Where the line containing "Image resolution: width=1594" appears in the entries below, start there and print only that line and every line after it, exactly, through the end, excluding pictures.

RECORDS SHOWN:

• • •

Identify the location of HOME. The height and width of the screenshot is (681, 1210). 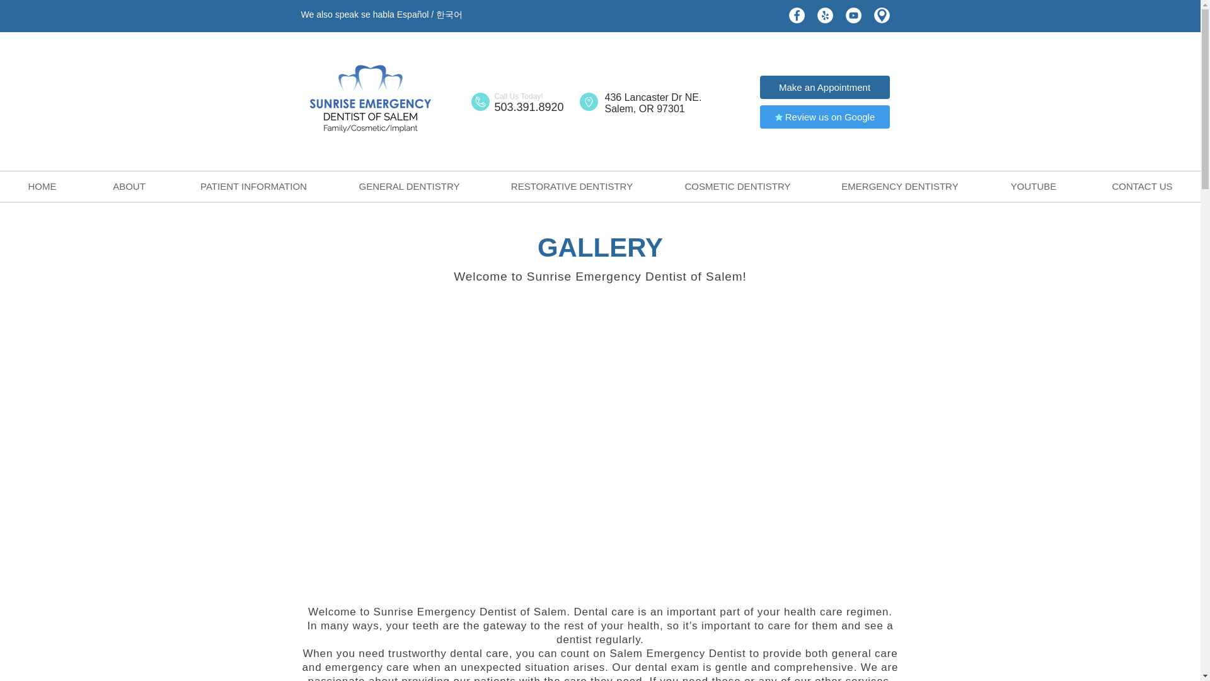
(42, 187).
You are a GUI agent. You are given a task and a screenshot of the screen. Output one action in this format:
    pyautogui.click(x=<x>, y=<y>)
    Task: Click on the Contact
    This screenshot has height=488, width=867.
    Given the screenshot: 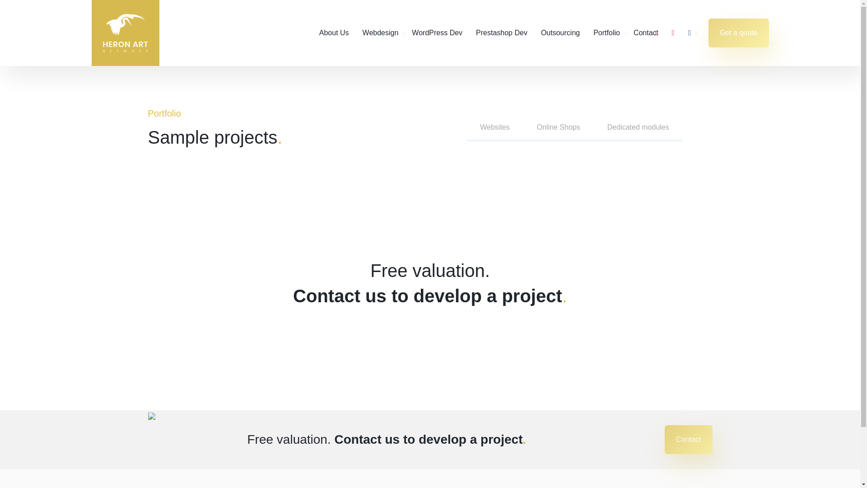 What is the action you would take?
    pyautogui.click(x=688, y=439)
    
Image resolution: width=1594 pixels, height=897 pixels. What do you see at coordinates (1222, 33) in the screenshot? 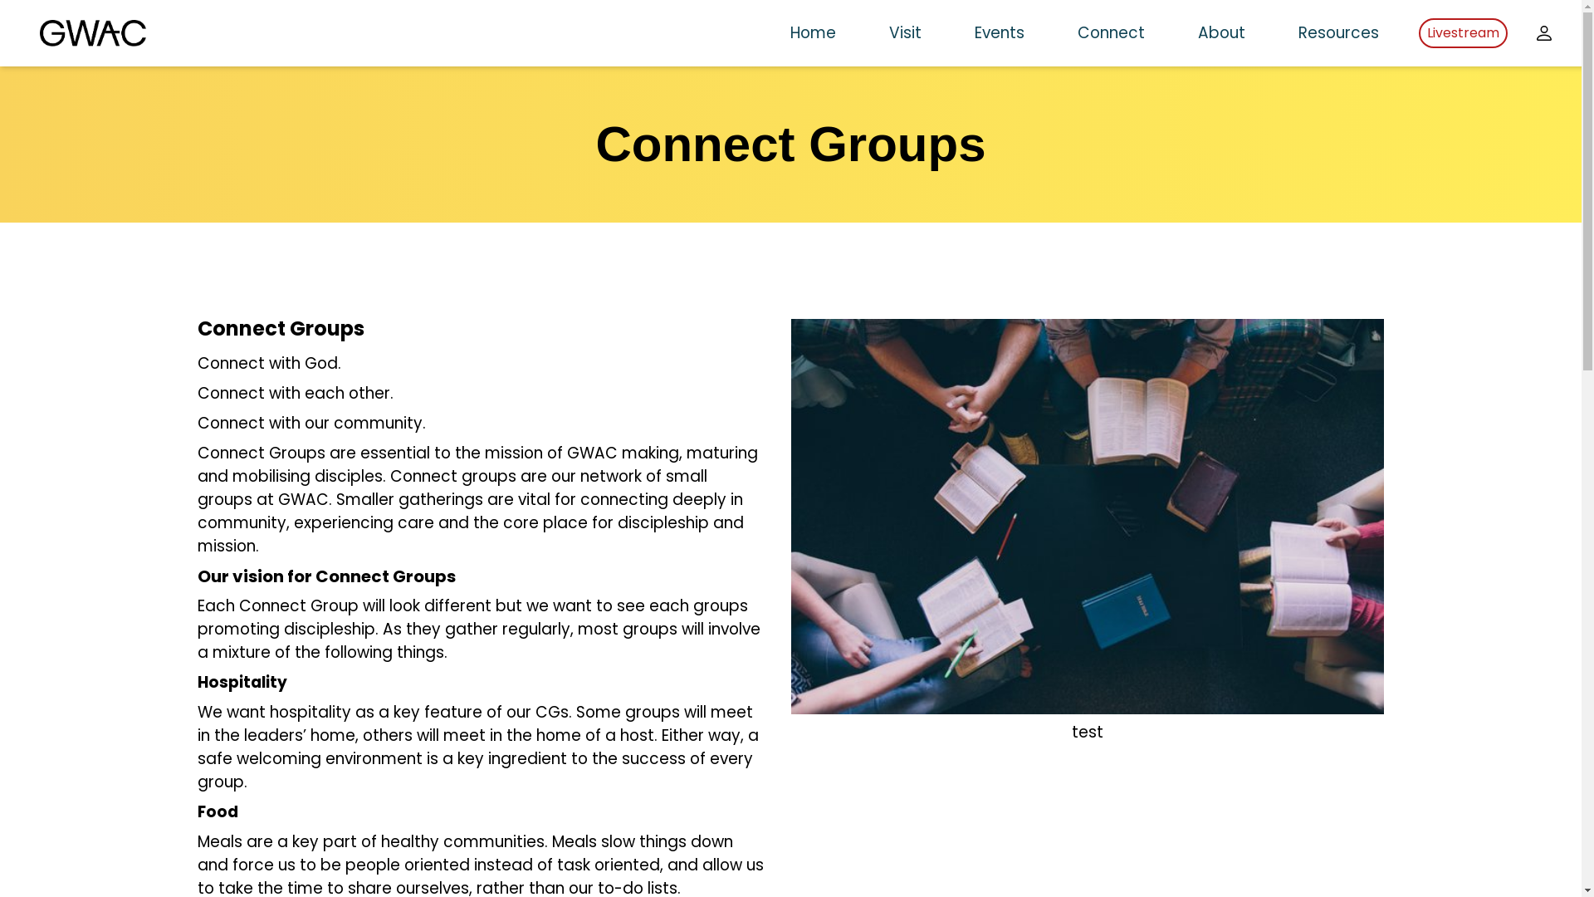
I see `About` at bounding box center [1222, 33].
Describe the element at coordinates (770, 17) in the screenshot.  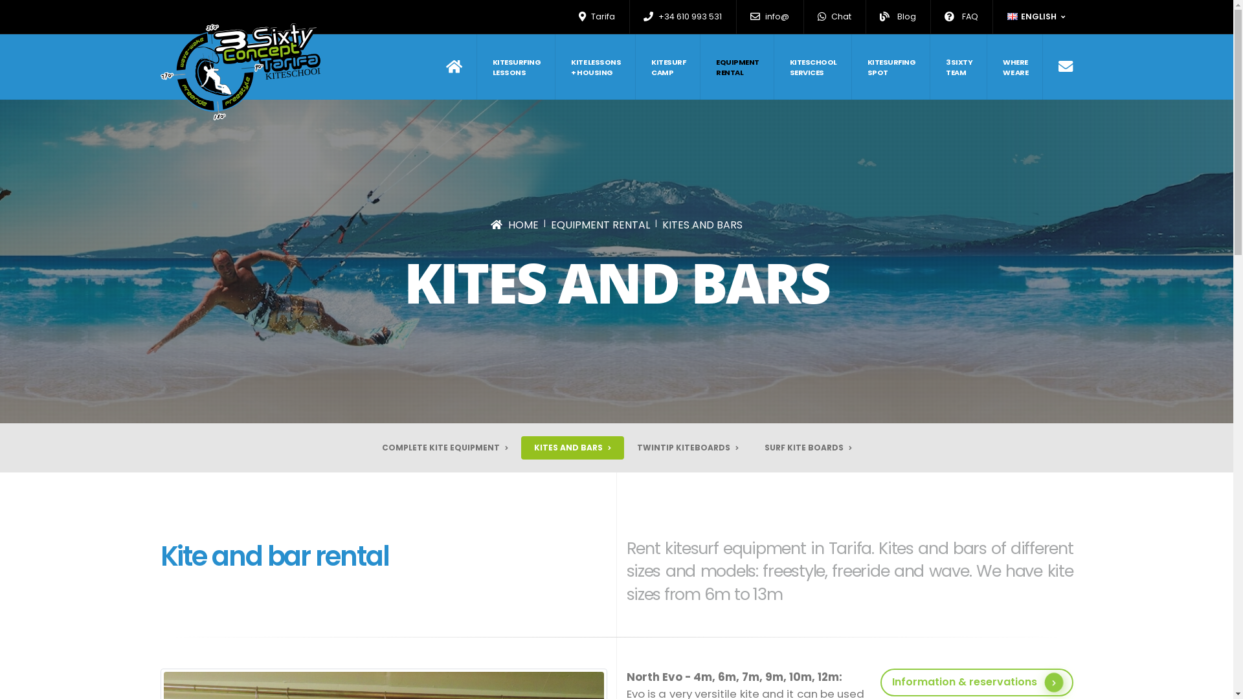
I see `info@` at that location.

• • •

EXPECTED OUTPUT:
Image resolution: width=1594 pixels, height=897 pixels. What do you see at coordinates (1222, 33) in the screenshot? 
I see `About` at bounding box center [1222, 33].
Describe the element at coordinates (770, 17) in the screenshot.  
I see `info@` at that location.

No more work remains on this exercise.